=== Exercise objective ===
In full and unaltered, output the records below.

Extracted data entries:
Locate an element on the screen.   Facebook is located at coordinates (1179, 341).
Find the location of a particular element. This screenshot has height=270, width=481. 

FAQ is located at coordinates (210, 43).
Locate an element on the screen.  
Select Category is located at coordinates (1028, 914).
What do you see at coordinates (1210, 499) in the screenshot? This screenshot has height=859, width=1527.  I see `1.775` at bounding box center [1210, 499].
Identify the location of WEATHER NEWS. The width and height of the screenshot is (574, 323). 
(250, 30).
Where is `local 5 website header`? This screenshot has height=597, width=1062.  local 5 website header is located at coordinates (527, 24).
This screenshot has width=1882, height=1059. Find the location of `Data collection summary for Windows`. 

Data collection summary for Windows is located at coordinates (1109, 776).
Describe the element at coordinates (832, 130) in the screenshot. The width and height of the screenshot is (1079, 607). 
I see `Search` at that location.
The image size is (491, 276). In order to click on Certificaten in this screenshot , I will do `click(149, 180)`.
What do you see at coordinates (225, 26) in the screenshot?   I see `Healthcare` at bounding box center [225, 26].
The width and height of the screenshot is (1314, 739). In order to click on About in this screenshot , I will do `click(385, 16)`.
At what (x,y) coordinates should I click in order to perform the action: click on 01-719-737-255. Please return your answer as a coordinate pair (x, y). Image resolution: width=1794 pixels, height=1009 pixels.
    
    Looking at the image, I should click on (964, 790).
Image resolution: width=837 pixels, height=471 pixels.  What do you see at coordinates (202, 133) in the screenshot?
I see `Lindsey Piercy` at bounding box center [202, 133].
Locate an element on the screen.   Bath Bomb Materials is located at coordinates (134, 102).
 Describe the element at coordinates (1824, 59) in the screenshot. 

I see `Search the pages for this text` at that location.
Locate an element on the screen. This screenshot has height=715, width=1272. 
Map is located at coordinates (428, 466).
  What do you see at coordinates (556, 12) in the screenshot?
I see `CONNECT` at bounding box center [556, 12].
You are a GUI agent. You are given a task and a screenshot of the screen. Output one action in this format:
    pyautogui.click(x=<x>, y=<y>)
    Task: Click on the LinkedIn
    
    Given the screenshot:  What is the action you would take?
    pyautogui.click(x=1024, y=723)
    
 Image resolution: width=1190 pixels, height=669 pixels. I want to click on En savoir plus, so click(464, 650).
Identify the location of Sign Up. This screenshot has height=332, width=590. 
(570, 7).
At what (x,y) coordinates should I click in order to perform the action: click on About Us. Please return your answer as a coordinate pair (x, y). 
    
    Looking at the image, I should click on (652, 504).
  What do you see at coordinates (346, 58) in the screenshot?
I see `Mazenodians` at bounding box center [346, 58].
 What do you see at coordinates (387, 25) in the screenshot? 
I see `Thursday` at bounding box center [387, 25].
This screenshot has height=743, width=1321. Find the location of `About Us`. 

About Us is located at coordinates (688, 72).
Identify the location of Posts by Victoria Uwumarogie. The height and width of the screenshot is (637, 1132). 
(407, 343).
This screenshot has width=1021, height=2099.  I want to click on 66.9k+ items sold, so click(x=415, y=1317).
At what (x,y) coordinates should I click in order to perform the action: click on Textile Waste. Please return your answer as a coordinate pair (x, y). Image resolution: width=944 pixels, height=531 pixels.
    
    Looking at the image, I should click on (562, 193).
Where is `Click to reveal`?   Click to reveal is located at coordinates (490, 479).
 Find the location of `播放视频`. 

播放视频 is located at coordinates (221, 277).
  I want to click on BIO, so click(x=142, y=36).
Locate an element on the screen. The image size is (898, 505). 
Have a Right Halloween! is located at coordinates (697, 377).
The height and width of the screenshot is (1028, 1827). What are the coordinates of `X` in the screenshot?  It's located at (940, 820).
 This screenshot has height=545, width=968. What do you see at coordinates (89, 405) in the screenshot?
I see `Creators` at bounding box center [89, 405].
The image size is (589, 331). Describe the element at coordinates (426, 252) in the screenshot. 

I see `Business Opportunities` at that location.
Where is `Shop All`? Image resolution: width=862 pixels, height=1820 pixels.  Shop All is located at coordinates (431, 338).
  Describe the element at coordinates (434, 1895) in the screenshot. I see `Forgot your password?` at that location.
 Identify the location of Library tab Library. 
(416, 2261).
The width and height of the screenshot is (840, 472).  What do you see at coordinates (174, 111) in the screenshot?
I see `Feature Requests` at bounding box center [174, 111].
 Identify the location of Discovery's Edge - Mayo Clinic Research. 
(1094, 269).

=== Reply ===
Locate an element on the screen.   Facebook is located at coordinates (1179, 341).
Find the location of a particular element. This screenshot has height=270, width=481. 

FAQ is located at coordinates (210, 43).
Locate an element on the screen.  
Select Category is located at coordinates (1028, 914).
What do you see at coordinates (1210, 499) in the screenshot? This screenshot has height=859, width=1527.  I see `1.775` at bounding box center [1210, 499].
Identify the location of WEATHER NEWS. The width and height of the screenshot is (574, 323). 
(250, 30).
Where is `local 5 website header`? This screenshot has height=597, width=1062.  local 5 website header is located at coordinates (527, 24).
This screenshot has width=1882, height=1059. Find the location of `Data collection summary for Windows`. 

Data collection summary for Windows is located at coordinates (1109, 776).
Describe the element at coordinates (832, 130) in the screenshot. The width and height of the screenshot is (1079, 607). 
I see `Search` at that location.
The image size is (491, 276). In order to click on Certificaten in this screenshot , I will do `click(149, 180)`.
What do you see at coordinates (225, 26) in the screenshot?   I see `Healthcare` at bounding box center [225, 26].
The width and height of the screenshot is (1314, 739). In order to click on About in this screenshot , I will do `click(385, 16)`.
At what (x,y) coordinates should I click in order to perform the action: click on 01-719-737-255. Please return your answer as a coordinate pair (x, y). Image resolution: width=1794 pixels, height=1009 pixels.
    
    Looking at the image, I should click on (964, 790).
Image resolution: width=837 pixels, height=471 pixels.  What do you see at coordinates (202, 133) in the screenshot?
I see `Lindsey Piercy` at bounding box center [202, 133].
Locate an element on the screen.   Bath Bomb Materials is located at coordinates (134, 102).
 Describe the element at coordinates (1824, 59) in the screenshot. 

I see `Search the pages for this text` at that location.
Locate an element on the screen. This screenshot has height=715, width=1272. 
Map is located at coordinates (428, 466).
  What do you see at coordinates (556, 12) in the screenshot?
I see `CONNECT` at bounding box center [556, 12].
You are a GUI agent. You are given a task and a screenshot of the screen. Output one action in this format:
    pyautogui.click(x=<x>, y=<y>)
    Task: Click on the LinkedIn
    
    Given the screenshot:  What is the action you would take?
    pyautogui.click(x=1024, y=723)
    
 Image resolution: width=1190 pixels, height=669 pixels. I want to click on En savoir plus, so click(464, 650).
Identify the location of Sign Up. This screenshot has height=332, width=590. 
(570, 7).
At what (x,y) coordinates should I click in order to perform the action: click on About Us. Please return your answer as a coordinate pair (x, y). 
    
    Looking at the image, I should click on (652, 504).
  What do you see at coordinates (346, 58) in the screenshot?
I see `Mazenodians` at bounding box center [346, 58].
 What do you see at coordinates (387, 25) in the screenshot? 
I see `Thursday` at bounding box center [387, 25].
This screenshot has height=743, width=1321. Find the location of `About Us`. 

About Us is located at coordinates (688, 72).
Identify the location of Posts by Victoria Uwumarogie. The height and width of the screenshot is (637, 1132). 
(407, 343).
This screenshot has width=1021, height=2099.  I want to click on 66.9k+ items sold, so click(x=415, y=1317).
At what (x,y) coordinates should I click in order to perform the action: click on Textile Waste. Please return your answer as a coordinate pair (x, y). Image resolution: width=944 pixels, height=531 pixels.
    
    Looking at the image, I should click on (562, 193).
Where is `Click to reveal`?   Click to reveal is located at coordinates (490, 479).
 Find the location of `播放视频`. 

播放视频 is located at coordinates (221, 277).
  I want to click on BIO, so click(x=142, y=36).
Locate an element on the screen. The image size is (898, 505). 
Have a Right Halloween! is located at coordinates (697, 377).
The height and width of the screenshot is (1028, 1827). What are the coordinates of `X` in the screenshot?  It's located at (940, 820).
 This screenshot has height=545, width=968. What do you see at coordinates (89, 405) in the screenshot?
I see `Creators` at bounding box center [89, 405].
The image size is (589, 331). Describe the element at coordinates (426, 252) in the screenshot. 

I see `Business Opportunities` at that location.
Where is `Shop All`? Image resolution: width=862 pixels, height=1820 pixels.  Shop All is located at coordinates (431, 338).
  Describe the element at coordinates (434, 1895) in the screenshot. I see `Forgot your password?` at that location.
 Identify the location of Library tab Library. 
(416, 2261).
The width and height of the screenshot is (840, 472).  What do you see at coordinates (174, 111) in the screenshot?
I see `Feature Requests` at bounding box center [174, 111].
 Identify the location of Discovery's Edge - Mayo Clinic Research. 
(1094, 269).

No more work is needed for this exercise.